Required OET Scores by Regulator (Pharmacy)

Regulator
Country
Required (Writing)
Combine?
GPhC
United Kingdom
B (350)
Yes
PBA / AHPRA
Australia
B (350)
Yes
PSI
Ireland
B (350)
Yes
PCNZ
New Zealand
B (350)
Yes
Provincial bodies
Canada
B (350)
Varies

The Three Letter Types Pharmacists Write Most

1. Patient counselling letter

Written to a patient or carer explaining medication regimen, adherence, side effects to monitor, and what to do if problems arise. The most distinctive OET letter format — patient-facing rather than clinician-facing.

Marking watch-out: Genre & Style — full register shift to patient-accessible language; avoid pharmacological terms unless explained.

2. GP medication-review referral

Sent to the patient's GP recommending a medication change, switch, dose adjustment, or polypharmacy review. Addressee is clinical — full register is appropriate.

Marking watch-out: Purpose — the recommendation must lead, with rationale supporting it directly.
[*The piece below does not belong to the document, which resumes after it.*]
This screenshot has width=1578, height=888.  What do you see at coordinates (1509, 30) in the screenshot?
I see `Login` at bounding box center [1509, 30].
3. Discharge / handover letter

Sent following inpatient pharmacy involvement, communicating medication changes during admission and ongoing requirements for community pharmacy or GP.
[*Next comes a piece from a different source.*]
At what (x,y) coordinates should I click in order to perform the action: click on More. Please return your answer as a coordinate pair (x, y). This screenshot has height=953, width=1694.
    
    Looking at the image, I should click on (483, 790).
Marking watch-out: Conciseness — focus on changes and ongoing plan, not the inpatient timeline.

The Four Mistakes That Cost Pharmacists Their Grade

1

Shift register fully on counselling letters

Stop using full pharmacological terminology (pharmacokinetics, half-life, P450 interactions) when writing to a patient. Use plain English they can act on. Mapped criterion: Genre & Style.

2

Filter the medication list to the relevant ones

Stop listing every medication on the case notes. Include only those that drive the addressee's recommended action. Mapped criterion: Conciseness & Clarity.

3

Lead with the recommendation, not the history

Stop opening with medication history when the GP needs to know the recommendation immediately. State 'I am recommending [specific change]' in sentence one. Mapped criterion: Purpose.

4

Write the plan as prose, not bullet bullets

Stop listing monitoring instructions as bullets. Rewrite as flowing sentences that match counselling-letter register. Mapped criterion: Organisation & Layout.

Frequently Asked Questions

What OET score do pharmacists need for the GPhC? +

The General Pharmaceutical Council (GPhC) requires Grade B (350) in each of the four OET sub-tests. There is no Grade C+ Writing concession for pharmacists; all four must reach Grade B. Combined sittings within the validity window are accepted.

Which other regulators accept OET for pharmacists? +

OET is accepted for pharmacy registration by the PBA (Australia, via AHPRA), PSI (Ireland), PCNZ (New Zealand), and several Canadian provincial bodies. All require Grade B (350) across the four sub-tests.

What letter type do pharmacists write in OET Writing? +

Pharmacists most often write a counselling letter (to a patient or carer explaining medication, adherence, and adverse-event monitoring) or a referral letter to a GP recommending medication review, switch, or discontinuation. Counselling letters require the most distinctive register shift in OET — from clinical case notes to patient-facing language.

Why do pharmacists lose marks in OET Writing? +

Two patterns recur. First, register mismatch on counselling letters — using full clinical / pharmacological language when writing to a patient (Genre & Style). Second, listing every medication or interaction when only the relevant ones drive the addressee's action (Conciseness & Clarity).

Is pharmacy-specific case-note practice essential? +

Yes. Counselling letters and GP-medication-review referrals have profession-specific conventions that nursing or medical case notes do not prepare you for. Profession-aware correction ensures register feedback covers patient-facing communication and the unique pharmacological context.

Send a pharmacy letter for correction

Marked against the six OET criteria by a corrector aware of counselling-letter register, medication-review referrals, and polypharmacy conventions. 24-hour turnaround.